John Byron, 1st Baron ByronKB (1599 – 23 August 1652) was an English nobleman, Royalist, politician, peer, knight, and supporter of Charles I during the English Civil War.
Life
Byron was the son of Sir John Byron of Newstead Abbey, Nottinghamshire, and Anne Molyneux. His grandfather, another Sir John Byron, had represented Nottinghamshire in Parliament. The future first baron was educated at Trinity College, Cambridge.[1] He succeeded his father when the latter died on 28 September 1625.
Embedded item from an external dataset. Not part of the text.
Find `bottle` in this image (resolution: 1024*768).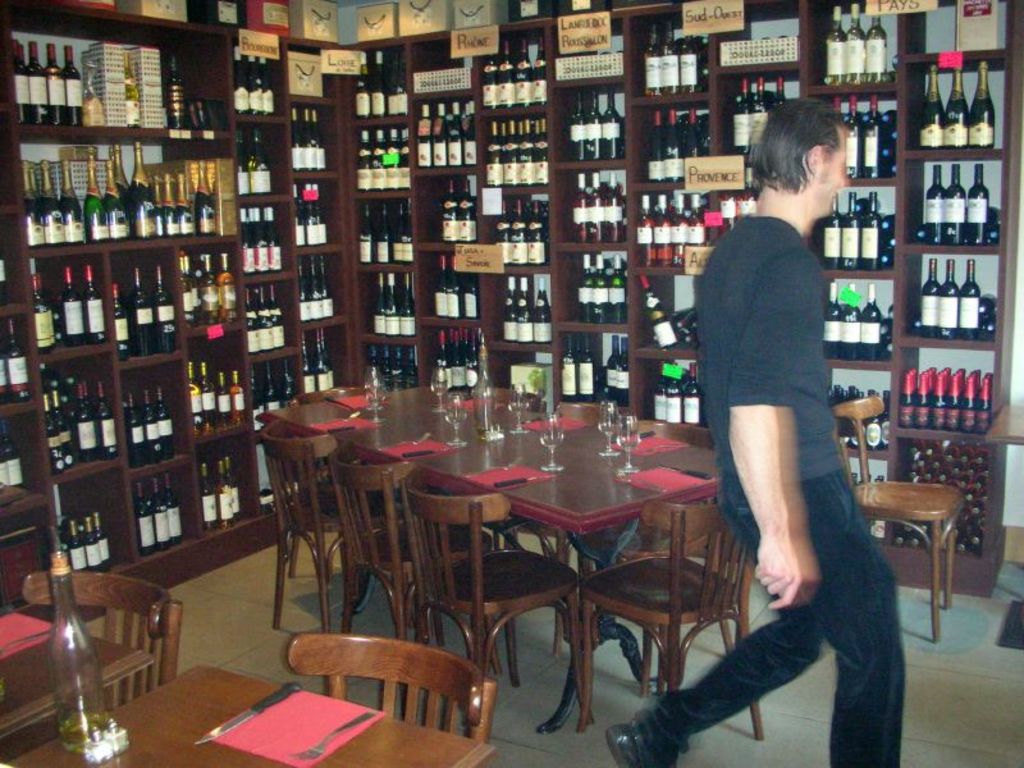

When the Civil War started, he joined the king at York and soon afterwards was commanding a troop of Nottinghamshire Trained Band Horse at Newark-on-Trent.[2] He was engaged in the Royalists' cause throughout the Civil Wars and afterwards. After Byron distinguished himself at the First Battle of Newbury King Charles created him Baron Byron in October 1643 and made him commander of the Royalist forces in Lancashire and Cheshire. However, he was defeated at the Battle of Nantwich in 1644 and forced to withdraw to Chester. He then marched with Prince Rupert's forces into Yorkshire and commanded the royalist right flank at the Battle of Marston Moor in July 1644, but after his troops were routed by numerically superior parliamentarian forces he retreated to Carnarvon and resigned his command. He did, however, defend Carnarvon Castle ably for the Royalist cause, withstanding long sieges before finally surrendering it to Parliamentary forces in 1646.
Lord Byron died in 1652, childless, in exile in Paris, and was succeeded by his next eldest brother Richard Byron, 2nd Baron Byron (born 1606).